27 March 2014

What’s new in Chrome 34

If you were among the Windows users upset by the decision to remove scrollbar steppers in Chrome 32, version 34 will solve this annoyance and bring arrows back – but only on Windows. I don’t use the scrollbar arrows very often, but when I needed precision positioning inside a page I missed not having that option, so it’s good to have arrows back.

The other big update is ‘Search by Voice’, included by default for English (U.S.) users on Windows, Mac and Linux; you can enable it by going to google.com, clicking on the mic icon and allowing the new feature. Alternatively, you will also find the corresponding option in Settings, called ‘Enable "Ok Google" to start a voice search’. I played around with it a little while writing this blog post and the success rate is not very impressive, the voice search recognized only half of the commands correctly. You have to speak very clearly and define words carefully to get good results. It’s nice that for some search results – I think where Knowledge Graph is involved – you also get a female voice reading back some information from the top hit. Performance-wise though the feature is slowing down the browser and PC considerably, it’s constantly accessing the CPU to detect voice inputs; at least on my work laptop with the Dev version of Chrome I had to turn this off to recover something resembling normal performance.

Chrome 34 enable OK Google Voice searchChrome 34 OK Google Speak Now

Apart from these two fairly obvious changes, there are a couple of other improvements and fixes:

  • New features for web developers include support for the srcset attribute enabling responsive images, un-prefixed Web Audio API and the CSS property font-variant-ligatures;
  • Externally installed extensions will show users information from the Chrome Web Store, like rating and number of current users. This should make it clearer which extension is installed, so that users can decide if they want to keep it;
  • As another security measure, as well as for better privacy protection, Chrome will start encrypting cookies before writing them to the hard disk;
  • Speaking of cookies, they can now be individually removed or blocked directly from the current tab without going through settings – on Windows at least. To do that, click on the ‘lock’ icon on the left side of the omnibox, click the link ‘Show cookies and site data’, select the cookies from the list and click the ‘Remove’ button;
    Chrome-34-Show-cookies-and-site-data Chrome-34-Remove-website-cookies
  • New incremental changes to the profile manager feature, for example the ability to import supervised users between computers and a new design for the avatar menu button on Mac;
  • The Pinch-To-Zoom gesture has been enabled by default for Windows 8 touch devices, both on desktop and on Metro;
  • A couple of bug fixes have been released, previously affecting bookmarks sync, rendering of external fonts and loading the new tab page.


Task to carry out: Search each line of the data for the word "elements"; copy every line where it is found.

—————

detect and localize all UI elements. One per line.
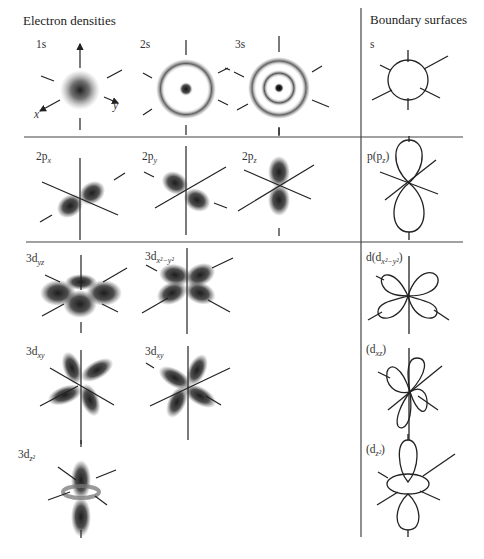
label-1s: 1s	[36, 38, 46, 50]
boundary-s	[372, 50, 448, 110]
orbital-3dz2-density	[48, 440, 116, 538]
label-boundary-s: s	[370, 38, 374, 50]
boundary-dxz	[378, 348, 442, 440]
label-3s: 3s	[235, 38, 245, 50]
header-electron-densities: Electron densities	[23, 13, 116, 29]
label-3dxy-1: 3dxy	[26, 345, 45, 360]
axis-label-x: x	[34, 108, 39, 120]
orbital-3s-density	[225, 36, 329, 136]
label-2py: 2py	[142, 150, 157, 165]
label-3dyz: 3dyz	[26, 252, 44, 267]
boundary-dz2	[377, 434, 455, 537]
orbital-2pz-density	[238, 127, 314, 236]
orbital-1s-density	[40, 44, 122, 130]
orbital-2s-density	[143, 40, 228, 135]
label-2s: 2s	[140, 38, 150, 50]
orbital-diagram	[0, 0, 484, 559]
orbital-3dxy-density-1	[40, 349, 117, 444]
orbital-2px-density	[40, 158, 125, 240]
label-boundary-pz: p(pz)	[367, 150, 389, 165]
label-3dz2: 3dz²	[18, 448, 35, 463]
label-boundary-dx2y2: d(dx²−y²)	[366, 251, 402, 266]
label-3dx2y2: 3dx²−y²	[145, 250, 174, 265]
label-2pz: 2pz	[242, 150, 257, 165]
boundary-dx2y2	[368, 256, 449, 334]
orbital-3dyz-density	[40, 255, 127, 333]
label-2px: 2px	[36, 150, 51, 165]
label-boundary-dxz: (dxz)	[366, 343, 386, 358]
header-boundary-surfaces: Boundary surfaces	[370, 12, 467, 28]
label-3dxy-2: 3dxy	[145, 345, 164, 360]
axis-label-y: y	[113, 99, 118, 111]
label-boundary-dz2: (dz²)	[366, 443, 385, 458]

—————

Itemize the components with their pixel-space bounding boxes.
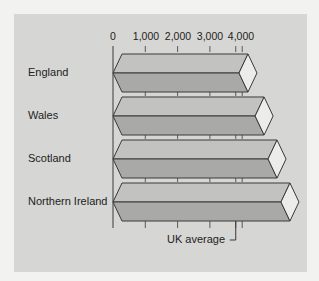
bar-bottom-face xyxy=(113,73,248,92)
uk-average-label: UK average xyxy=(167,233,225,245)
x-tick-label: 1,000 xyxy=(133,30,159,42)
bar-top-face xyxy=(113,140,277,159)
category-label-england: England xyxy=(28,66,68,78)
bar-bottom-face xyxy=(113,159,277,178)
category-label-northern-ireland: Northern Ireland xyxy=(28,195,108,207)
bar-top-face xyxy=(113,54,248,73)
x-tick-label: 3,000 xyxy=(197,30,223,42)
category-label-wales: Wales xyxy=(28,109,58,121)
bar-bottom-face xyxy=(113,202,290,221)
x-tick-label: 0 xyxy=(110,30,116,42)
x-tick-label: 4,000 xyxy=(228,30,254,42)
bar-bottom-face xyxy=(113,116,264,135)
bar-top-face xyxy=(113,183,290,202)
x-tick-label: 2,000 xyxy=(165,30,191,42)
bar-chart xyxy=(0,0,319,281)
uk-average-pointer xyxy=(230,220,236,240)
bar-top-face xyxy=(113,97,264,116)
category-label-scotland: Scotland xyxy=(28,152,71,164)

—————

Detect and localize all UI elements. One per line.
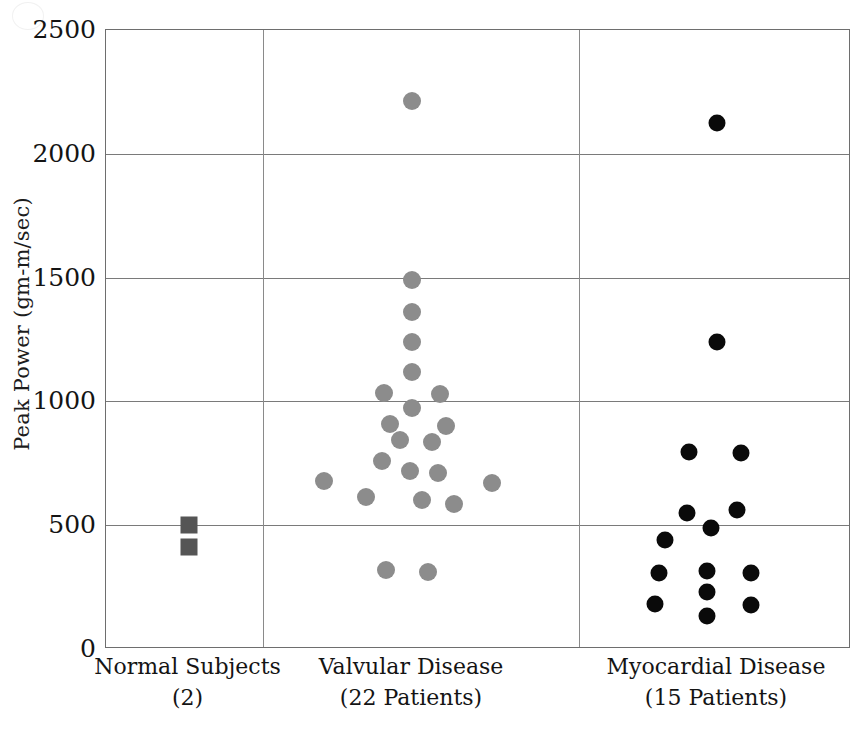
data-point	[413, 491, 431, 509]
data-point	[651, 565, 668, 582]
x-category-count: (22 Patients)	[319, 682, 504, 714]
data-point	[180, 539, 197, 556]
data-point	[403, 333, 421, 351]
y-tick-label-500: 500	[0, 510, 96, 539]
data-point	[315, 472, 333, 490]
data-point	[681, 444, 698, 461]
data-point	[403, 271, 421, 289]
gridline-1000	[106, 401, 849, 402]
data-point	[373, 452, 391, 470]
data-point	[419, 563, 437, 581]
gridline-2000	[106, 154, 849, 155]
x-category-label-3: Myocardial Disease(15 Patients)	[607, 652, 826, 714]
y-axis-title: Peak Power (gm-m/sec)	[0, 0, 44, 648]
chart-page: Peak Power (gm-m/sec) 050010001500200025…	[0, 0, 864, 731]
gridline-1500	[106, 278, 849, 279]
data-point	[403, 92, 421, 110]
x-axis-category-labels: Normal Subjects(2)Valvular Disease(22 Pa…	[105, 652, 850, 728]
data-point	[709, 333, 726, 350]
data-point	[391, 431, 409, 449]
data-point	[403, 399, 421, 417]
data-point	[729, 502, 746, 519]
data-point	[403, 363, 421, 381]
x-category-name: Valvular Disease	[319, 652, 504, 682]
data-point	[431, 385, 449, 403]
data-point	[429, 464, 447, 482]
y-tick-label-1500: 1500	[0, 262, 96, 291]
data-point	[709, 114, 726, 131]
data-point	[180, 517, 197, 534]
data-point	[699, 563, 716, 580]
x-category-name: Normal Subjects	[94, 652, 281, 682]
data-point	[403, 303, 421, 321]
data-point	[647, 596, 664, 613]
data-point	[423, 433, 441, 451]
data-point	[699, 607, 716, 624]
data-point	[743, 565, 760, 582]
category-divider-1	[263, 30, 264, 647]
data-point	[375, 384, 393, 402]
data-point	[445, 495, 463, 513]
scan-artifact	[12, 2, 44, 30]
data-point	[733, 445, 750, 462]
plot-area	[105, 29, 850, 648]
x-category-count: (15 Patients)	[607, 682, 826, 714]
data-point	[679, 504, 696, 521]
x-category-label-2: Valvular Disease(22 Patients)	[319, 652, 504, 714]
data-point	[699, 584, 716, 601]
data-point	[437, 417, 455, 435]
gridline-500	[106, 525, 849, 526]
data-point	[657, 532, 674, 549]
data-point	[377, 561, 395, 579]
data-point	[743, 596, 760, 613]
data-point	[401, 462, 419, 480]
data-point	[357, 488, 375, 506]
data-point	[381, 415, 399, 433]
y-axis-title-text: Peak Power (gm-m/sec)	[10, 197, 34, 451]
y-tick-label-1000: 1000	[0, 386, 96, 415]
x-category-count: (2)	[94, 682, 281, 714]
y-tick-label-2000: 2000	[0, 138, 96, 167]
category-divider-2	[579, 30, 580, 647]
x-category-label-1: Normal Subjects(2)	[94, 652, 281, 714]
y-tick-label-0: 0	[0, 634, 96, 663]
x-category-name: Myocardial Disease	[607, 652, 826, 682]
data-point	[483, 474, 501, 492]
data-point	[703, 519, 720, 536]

—————

Exercise result:
detect and localize all UI elements. One per line.
Detect and localize all UI elements. One per line.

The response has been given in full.